Short-billed Minivet Pericrocotus brevirostris
Male Short-billed Minivet. Lingmethang Road, Mongar, Bhutan, April 2008 - click for larger image

Lingmethang Road, Mongar, Bhutan
April 2008

There are three Minivet species, the Short-billed, the Long-tailed and the Scarlet Minivets that look remarkably similar. I hope that I have got the identification correct. Please let me know if you think I have got them wrong. I think that some of the images available on the internet have been wrongly identified and I hope that I am not adding to the confusion.

The Short-billed Minivet is distributed from the central Himalayas through to south-east China, northern Myanmar, northern Thailand and northern Indochina.

It is found in evergreen, deciduous or pine forest mainly on the edges and at between 900 and 2,745 metres.

Male Short-billed Minivet. Lingmethang Road, Mongar, Bhutan, April 2008 - click for larger image

The main visual feature differentiating the various species is the shape of the wing patch. In the case of the Short-billed Minivet, there is no red line along the edge of the secondaries as there is on the Long-tailed Minivet P. ethologus and there are no red spots at the tips of the inner secondaries and tertials as is the case in the Scarlet Minivet P. flammeus.

There are recordings on xeno-canto and additional information on Avibase.

Female Short-billed Minivet. Lingmethang Road, Mongar, Bhutan, April 2008 - click for larger image

Female Short-billed Minivet. Lingmethang Road, Mongar, Bhutan, April 2008 - click for larger image

Previous Page Back to Index Next Page

If you do not see a menu on the left, you may have arrived at this page from another site. Please click Home to get to my main page.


■ **What this task involves**
The answer must be an exact copy of all the data below.
%%
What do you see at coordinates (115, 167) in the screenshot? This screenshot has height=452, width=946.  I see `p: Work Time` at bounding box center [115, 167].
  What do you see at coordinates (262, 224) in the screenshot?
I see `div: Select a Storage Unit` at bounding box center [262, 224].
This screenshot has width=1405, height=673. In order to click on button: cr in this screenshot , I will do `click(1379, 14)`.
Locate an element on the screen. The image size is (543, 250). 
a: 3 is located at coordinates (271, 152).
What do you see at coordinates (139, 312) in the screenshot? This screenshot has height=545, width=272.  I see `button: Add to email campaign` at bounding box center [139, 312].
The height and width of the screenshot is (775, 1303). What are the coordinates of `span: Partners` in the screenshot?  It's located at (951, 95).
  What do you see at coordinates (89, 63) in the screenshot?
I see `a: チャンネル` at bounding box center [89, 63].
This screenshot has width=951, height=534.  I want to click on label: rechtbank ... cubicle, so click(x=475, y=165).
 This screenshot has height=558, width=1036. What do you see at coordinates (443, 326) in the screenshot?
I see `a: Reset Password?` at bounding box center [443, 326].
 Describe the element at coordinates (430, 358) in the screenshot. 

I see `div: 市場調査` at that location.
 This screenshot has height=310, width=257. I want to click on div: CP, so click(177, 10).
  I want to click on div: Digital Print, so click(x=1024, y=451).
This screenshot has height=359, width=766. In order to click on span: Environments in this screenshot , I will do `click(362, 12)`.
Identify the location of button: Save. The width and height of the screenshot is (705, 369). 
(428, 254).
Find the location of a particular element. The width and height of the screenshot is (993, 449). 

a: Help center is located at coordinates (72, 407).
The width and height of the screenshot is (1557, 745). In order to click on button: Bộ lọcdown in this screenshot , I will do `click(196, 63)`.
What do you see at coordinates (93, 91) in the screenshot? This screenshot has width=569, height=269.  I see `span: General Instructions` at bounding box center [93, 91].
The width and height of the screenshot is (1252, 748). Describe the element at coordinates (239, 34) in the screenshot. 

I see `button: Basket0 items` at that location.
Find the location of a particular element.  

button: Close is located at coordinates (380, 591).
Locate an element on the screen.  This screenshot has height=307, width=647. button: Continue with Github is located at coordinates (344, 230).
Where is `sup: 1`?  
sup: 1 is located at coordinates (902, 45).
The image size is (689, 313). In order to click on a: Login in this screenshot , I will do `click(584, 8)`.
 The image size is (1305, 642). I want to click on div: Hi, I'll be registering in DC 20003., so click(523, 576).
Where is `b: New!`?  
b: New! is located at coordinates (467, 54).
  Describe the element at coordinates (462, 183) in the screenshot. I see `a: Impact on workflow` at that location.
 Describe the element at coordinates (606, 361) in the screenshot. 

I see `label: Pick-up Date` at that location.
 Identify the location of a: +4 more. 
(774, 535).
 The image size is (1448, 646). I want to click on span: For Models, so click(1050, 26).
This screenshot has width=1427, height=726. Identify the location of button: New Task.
%%
■ **Answer to the exercise**
What do you see at coordinates (115, 167) in the screenshot? This screenshot has height=452, width=946.  I see `p: Work Time` at bounding box center [115, 167].
  What do you see at coordinates (262, 224) in the screenshot?
I see `div: Select a Storage Unit` at bounding box center [262, 224].
This screenshot has width=1405, height=673. In order to click on button: cr in this screenshot , I will do `click(1379, 14)`.
Locate an element on the screen. The image size is (543, 250). 
a: 3 is located at coordinates (271, 152).
What do you see at coordinates (139, 312) in the screenshot? This screenshot has height=545, width=272.  I see `button: Add to email campaign` at bounding box center [139, 312].
The height and width of the screenshot is (775, 1303). What are the coordinates of `span: Partners` in the screenshot?  It's located at (951, 95).
  What do you see at coordinates (89, 63) in the screenshot?
I see `a: チャンネル` at bounding box center [89, 63].
This screenshot has width=951, height=534.  I want to click on label: rechtbank ... cubicle, so click(x=475, y=165).
 This screenshot has height=558, width=1036. What do you see at coordinates (443, 326) in the screenshot?
I see `a: Reset Password?` at bounding box center [443, 326].
 Describe the element at coordinates (430, 358) in the screenshot. 

I see `div: 市場調査` at that location.
 This screenshot has height=310, width=257. I want to click on div: CP, so click(177, 10).
  I want to click on div: Digital Print, so click(x=1024, y=451).
This screenshot has height=359, width=766. In order to click on span: Environments in this screenshot , I will do `click(362, 12)`.
Identify the location of button: Save. The width and height of the screenshot is (705, 369). 
(428, 254).
Find the location of a particular element. The width and height of the screenshot is (993, 449). 

a: Help center is located at coordinates (72, 407).
The width and height of the screenshot is (1557, 745). In order to click on button: Bộ lọcdown in this screenshot , I will do `click(196, 63)`.
What do you see at coordinates (93, 91) in the screenshot? This screenshot has width=569, height=269.  I see `span: General Instructions` at bounding box center [93, 91].
The width and height of the screenshot is (1252, 748). Describe the element at coordinates (239, 34) in the screenshot. 

I see `button: Basket0 items` at that location.
Find the location of a particular element.  

button: Close is located at coordinates (380, 591).
Locate an element on the screen.  This screenshot has height=307, width=647. button: Continue with Github is located at coordinates (344, 230).
Where is `sup: 1`?  
sup: 1 is located at coordinates (902, 45).
The image size is (689, 313). In order to click on a: Login in this screenshot , I will do `click(584, 8)`.
 The image size is (1305, 642). I want to click on div: Hi, I'll be registering in DC 20003., so click(523, 576).
Where is `b: New!`?  
b: New! is located at coordinates (467, 54).
  Describe the element at coordinates (462, 183) in the screenshot. I see `a: Impact on workflow` at that location.
 Describe the element at coordinates (606, 361) in the screenshot. 

I see `label: Pick-up Date` at that location.
 Identify the location of a: +4 more. 
(774, 535).
 The image size is (1448, 646). I want to click on span: For Models, so click(1050, 26).
This screenshot has width=1427, height=726. Identify the location of button: New Task.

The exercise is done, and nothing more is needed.